Henry Chalfant

Starting out as a sculptor in New York in the 1970s, Chalfant turned to photography and film to do an in-depth study of hip-hop culture and graffiti art. One of the foremost authorities on New York subway art,and other aspects of urban youth culture, his photographs record hundreds of ephemeral, original art works that have long since vanished. His archive of over 1,500 photographs is represented exclusively by Eric Firestone Gallery, New York and East Hampton. Exhibits of his photos include the O.K. Harris Gallery and the landmark ‘New York-New Wave’ show at P.S. l, and important galleries and museums in Europe. He has co-authored the definitive account of New York graffiti art, Subway Art (Holt Rinehart Winston, N.Y. 1984) and a sequel on the art form's world-wide diffusion, Spray Can Art (Thames and Hudson Inc. London, 1987).

In 2016, his solo-exhibition at Eric Firestone Gallery “Henry Chalfant: 1980” was accompanied by a monumental catalog featuring 30 full-color plates of Chalfant's subway photographs, along with essays by cultural critic Carlo McCormick, hip hop pioneer Fab 5 Freddy, famed graffiti writer and artist Lee Quinones, graffiti historian and former writer Jayson Edlin, and Henry Chalfant.

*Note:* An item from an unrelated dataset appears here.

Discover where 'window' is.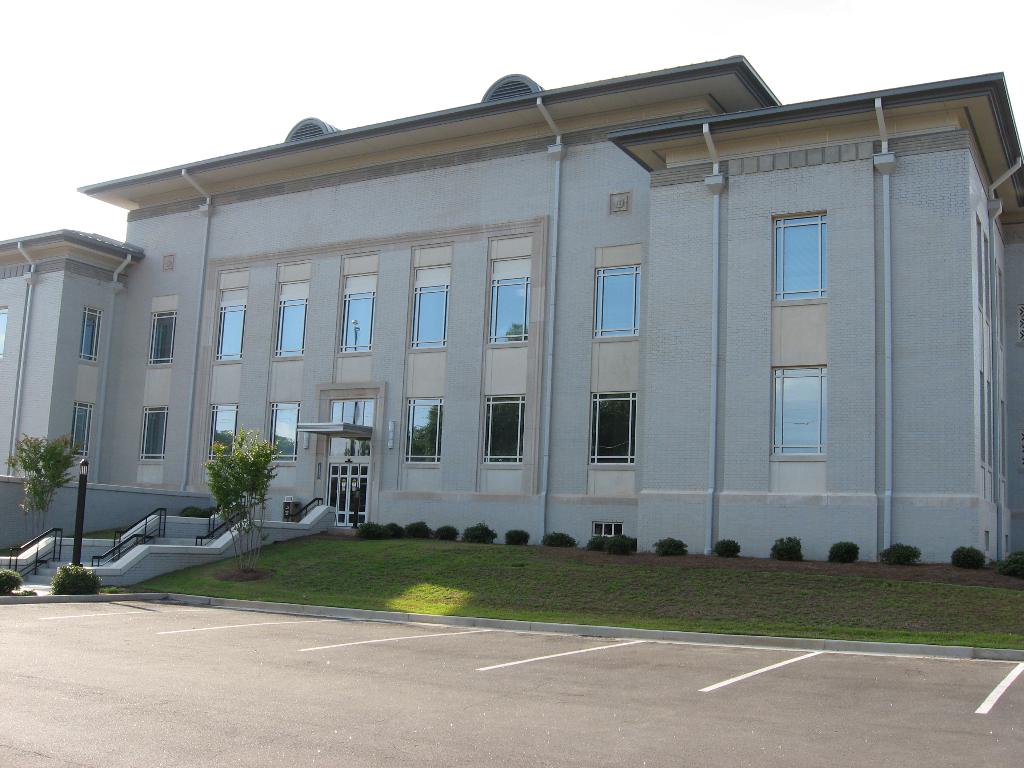
Discovered at BBox(768, 373, 824, 465).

Chalfant co-produced the PBS documentary, Style Wars, the definitive documentary about Graffiti and Hip Hop culture and directed Flyin' Cut Sleeves, a documentary on South Bronx gangs, in 1993. He produced and directed Visit Palestine: Ten Days on the West Bank in 2002. His film From Mambo to Hip Hop was featured in the Latino Public Broadcasting series, Voces in 2006-2007, and won an Alma Award for Best Documentary.

Chalfant is a resident of New York City with his wife Kathleen, an actress. They have two children, David, a musician and producer, and Andromache, a set designer. He continues to make documentary films about urban popular culture.